(Task to carry out):
Print the records below exactly, and do not carry over any picture.

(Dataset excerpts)
==========
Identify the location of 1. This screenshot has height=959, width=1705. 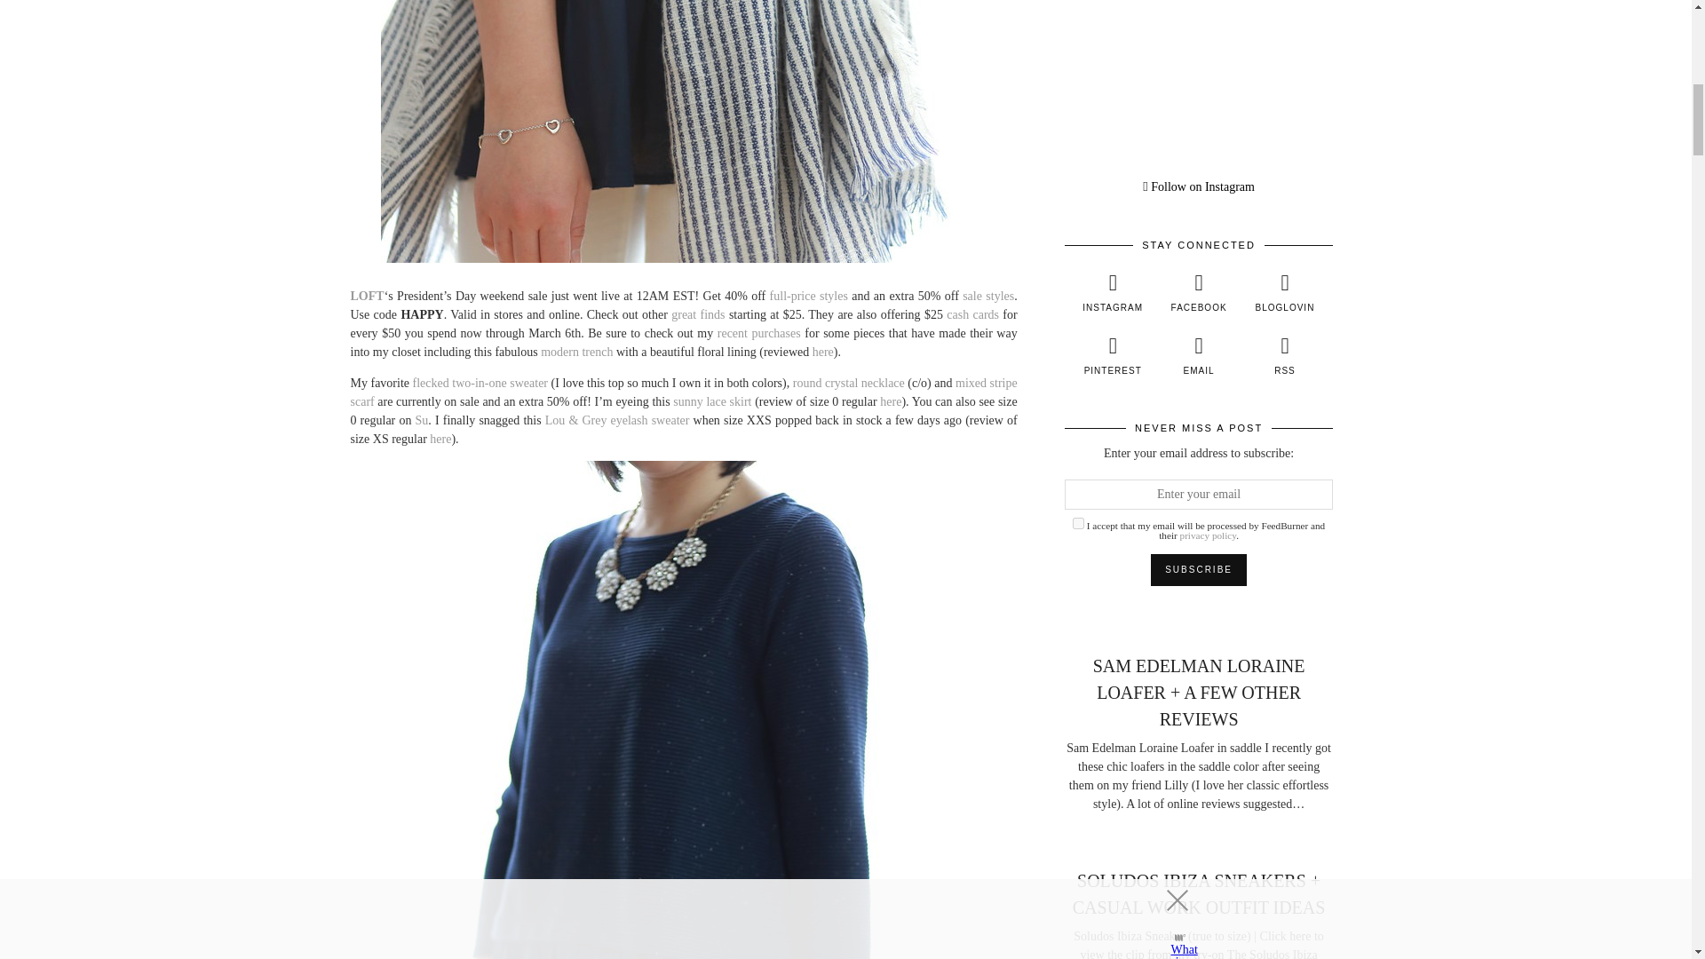
(1078, 524).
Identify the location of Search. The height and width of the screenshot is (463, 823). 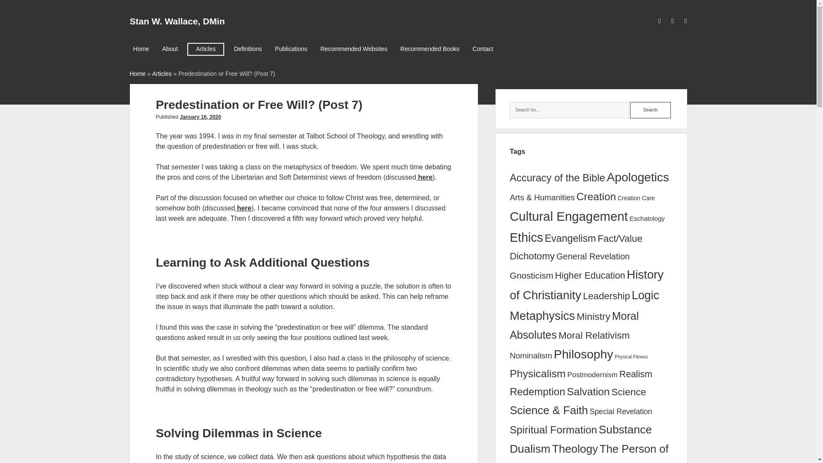
(650, 110).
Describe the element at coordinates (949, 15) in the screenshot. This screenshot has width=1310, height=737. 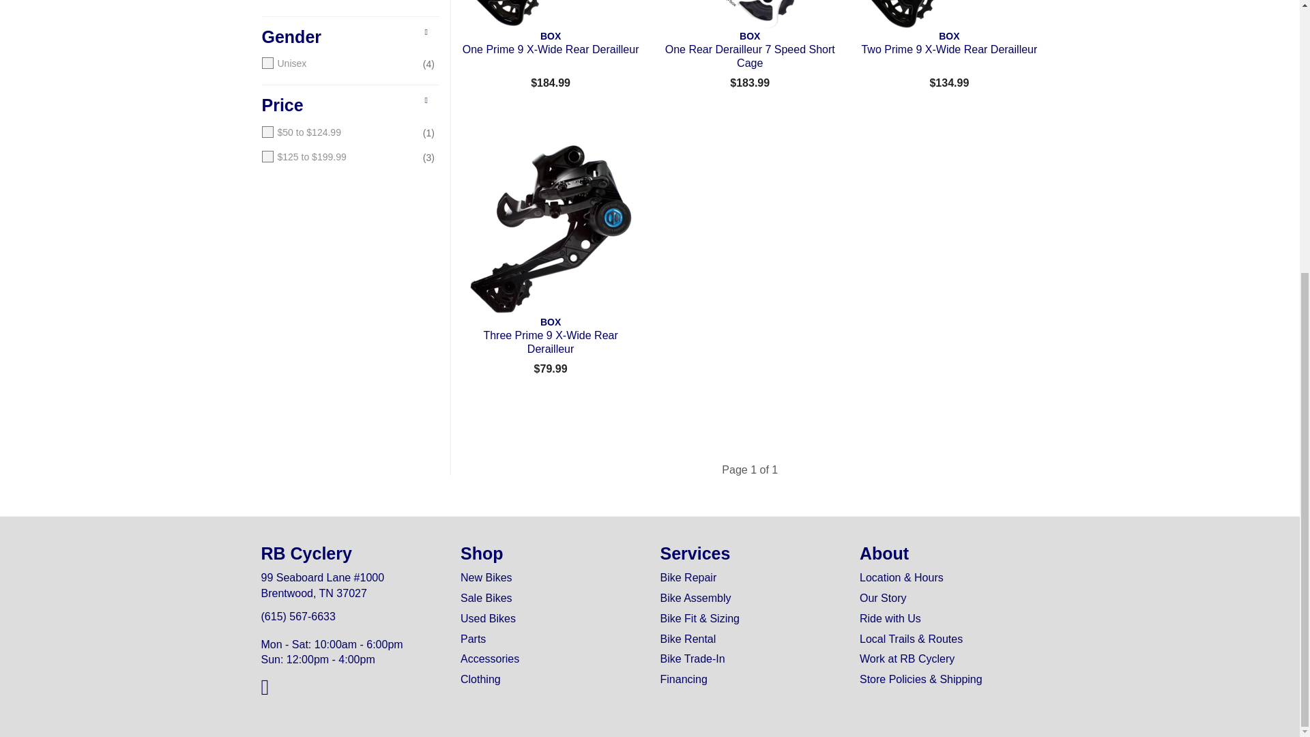
I see `BOX Two Prime 9 X-Wide Rear Derailleur` at that location.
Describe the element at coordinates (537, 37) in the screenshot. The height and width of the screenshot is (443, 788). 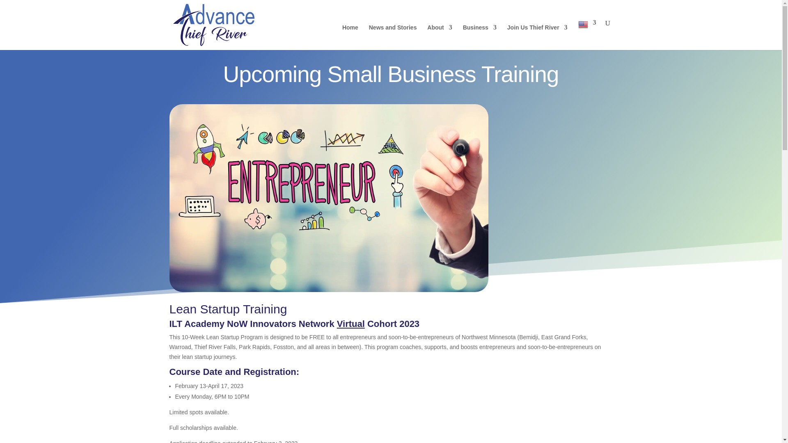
==========
(Response):
Identify the location of 1. This screenshot has height=959, width=1705. 
(1078, 524).
Identify the location of Search. The height and width of the screenshot is (463, 823). 
(650, 110).
Describe the element at coordinates (949, 15) in the screenshot. This screenshot has width=1310, height=737. 
I see `BOX Two Prime 9 X-Wide Rear Derailleur` at that location.
Describe the element at coordinates (537, 37) in the screenshot. The height and width of the screenshot is (443, 788). 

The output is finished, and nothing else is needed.